Kimberly White via Getty Images

Vibe coding won’t be a death sentence for productivity software.

At least that’s what LinkedIn cofounder Reid Hoffman said during an episode of his “Possible” podcast released on Wednesday. Vibe coding, a term coined by OpenAI cofounder Andrej Karpathy this year, involves developers prompting AI to generate code.

The trend has gained traction in Silicon Valley in recent months, and some companies have begun listing vibe coding as a necessary skill on job listings.

While responding to a question about whether the longevity of technology, Hoffman said people “overpredict, in the new things, the death of the old.”

“Like, a classic one is when mobile started growing, people said PCs are over.

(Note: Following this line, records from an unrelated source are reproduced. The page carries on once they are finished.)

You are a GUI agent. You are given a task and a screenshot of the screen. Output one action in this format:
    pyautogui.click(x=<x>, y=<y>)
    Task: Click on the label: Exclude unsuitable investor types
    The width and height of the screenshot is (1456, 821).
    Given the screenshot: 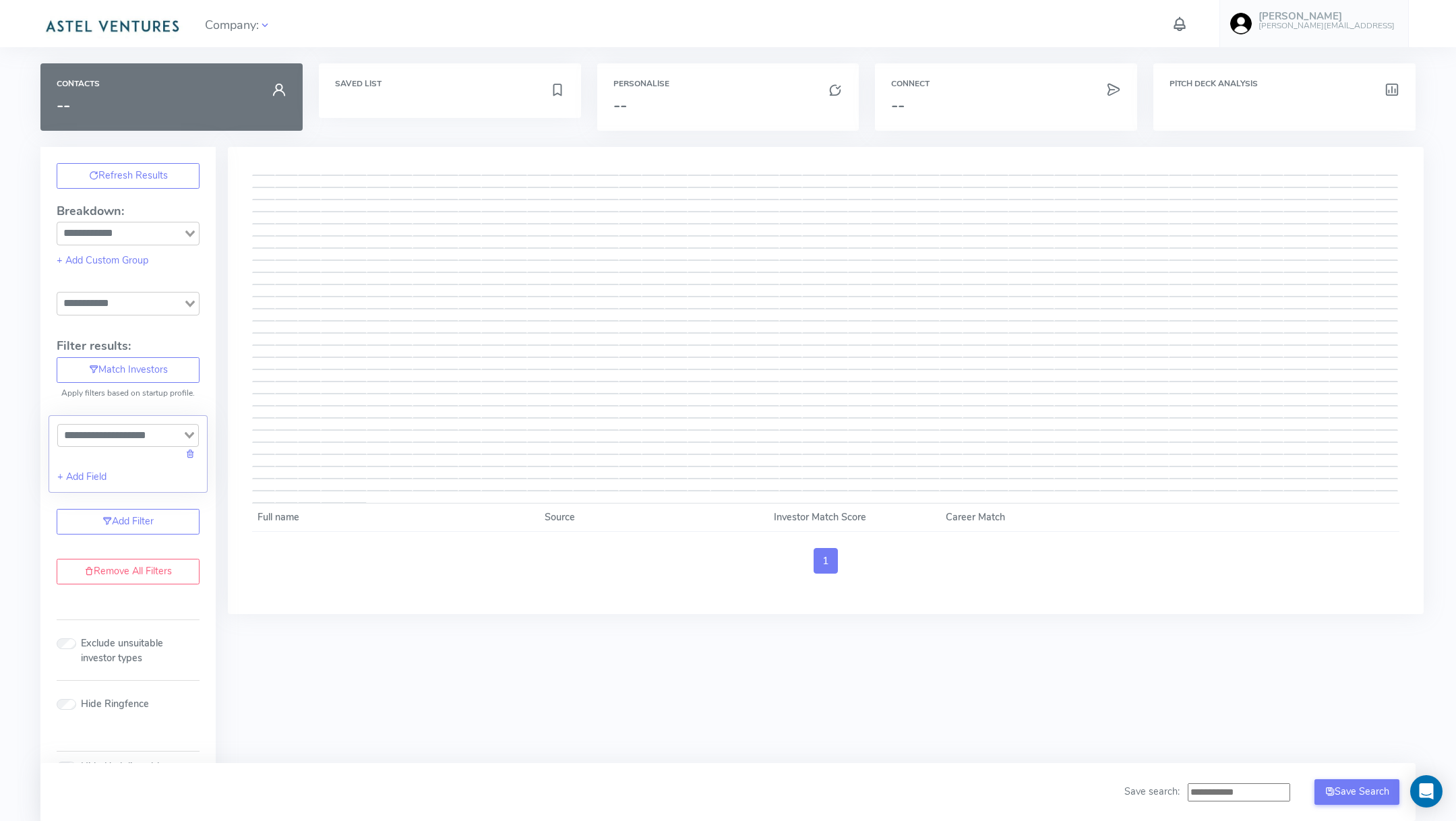 What is the action you would take?
    pyautogui.click(x=140, y=650)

And what happens is PCs grow—like mobile grows a lot more — but like PCs have continued,” Hoffman said.

Hoffman said new technology can coexist with older systems, and they can, in some ways, enhance each other.

“For example, one of the memes right now is vibe coding is going to wipe out productivity software,” Hoffman said. “What I think you’ll see is productivity software will continue, and then vibe coding is going to add on to it.”

He added, “But it’s not going to be like suddenly productivity software is going to go away. That’s the pattern that people need to understand.”

Hoffman, a partner at venture capital firm Greylock Partners, also spoke about it from an investor’s perspective.

“‘I want to bet on mobile, or I want to bet on, maybe, vibe coding,” Hoffman said. “But it’s a very standard pattern that what happens is, it persists for a while. And then, by the way, when it dies, it dies very quickly, in a smaller number of years.”

Representatives for Greylock Partners did not respond to a request for comment from Business Insider.

The post Reid Hoffman says vibe coding won’t ‘wipe out’ productivity software appeared first on Business Insider.